Like many of us, I’m really sick of this recession! I lost my last full-time job in June 2006 and some of my wary, strapped freelance clients are paying 60 to 90 days late. Things were slow enough I recently took a six-day break, grateful to be able to stay with my Dad in Toronto, (free, the right price) just to feel human again.
Today’s New York Times business section has my story about how some Americans are managing their recession-related stress of lost/lowered income, disappearing clients, late payers, restricted access to credit. For many of us, it’s not a two or three-month sprint through a temporary rough patch, but a brutal, wearying year-long-plus marathon with no finish line anywhere in sight and tightening your belt means adding a new notch almost every month.

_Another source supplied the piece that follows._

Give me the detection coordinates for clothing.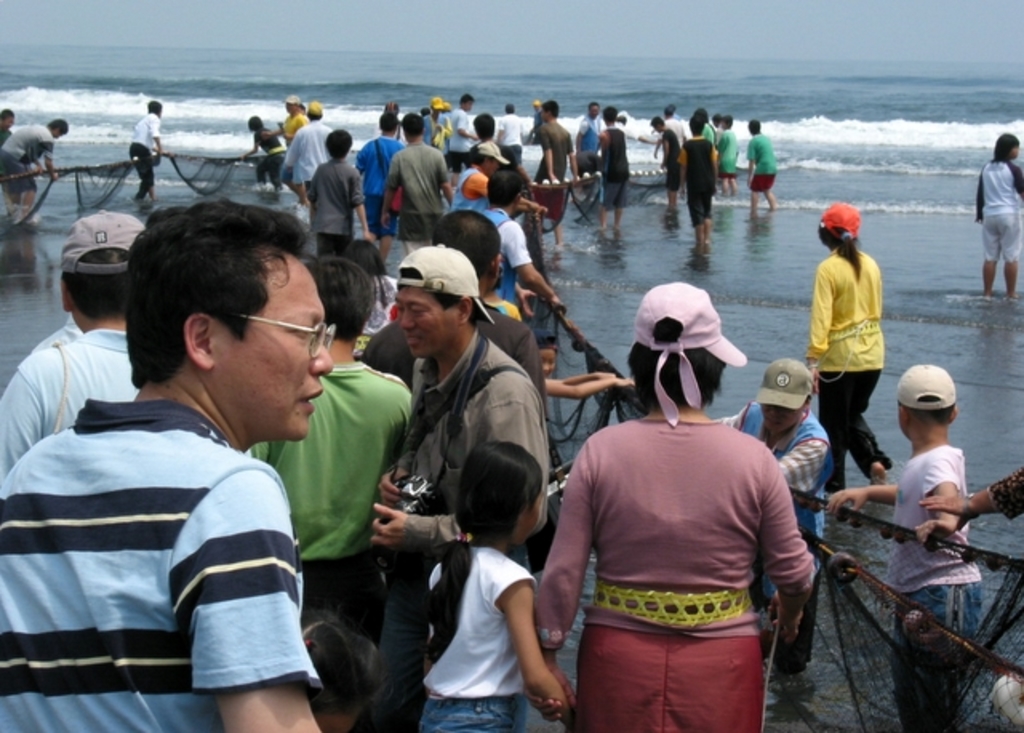
locate(970, 162, 1022, 270).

One female contractor in Connecticut heads to the shooting range and blasts off a few cathartic rounds. Another contractor, in suburban New York, who’s had to lay off half his employees, counts on the low-key, low-cost comfort of his longstanding poker game. I found a guy who happily admits he’s seen as a tad eccentric by his suburban North Carolina neighbors, who goes out and fences in his driveway. He’s not putting up a fence — but putting on a fencer’s metal mesh mask and publicly practicing the noble art of swordplay. As a former saber fencer, this makes perfect sense to me. It’s a lovely, elegant, time-tested way to burn off some angst.
If you, too, have been hit hard by this rotten, relentless recession, what are you doing to stay sane these days?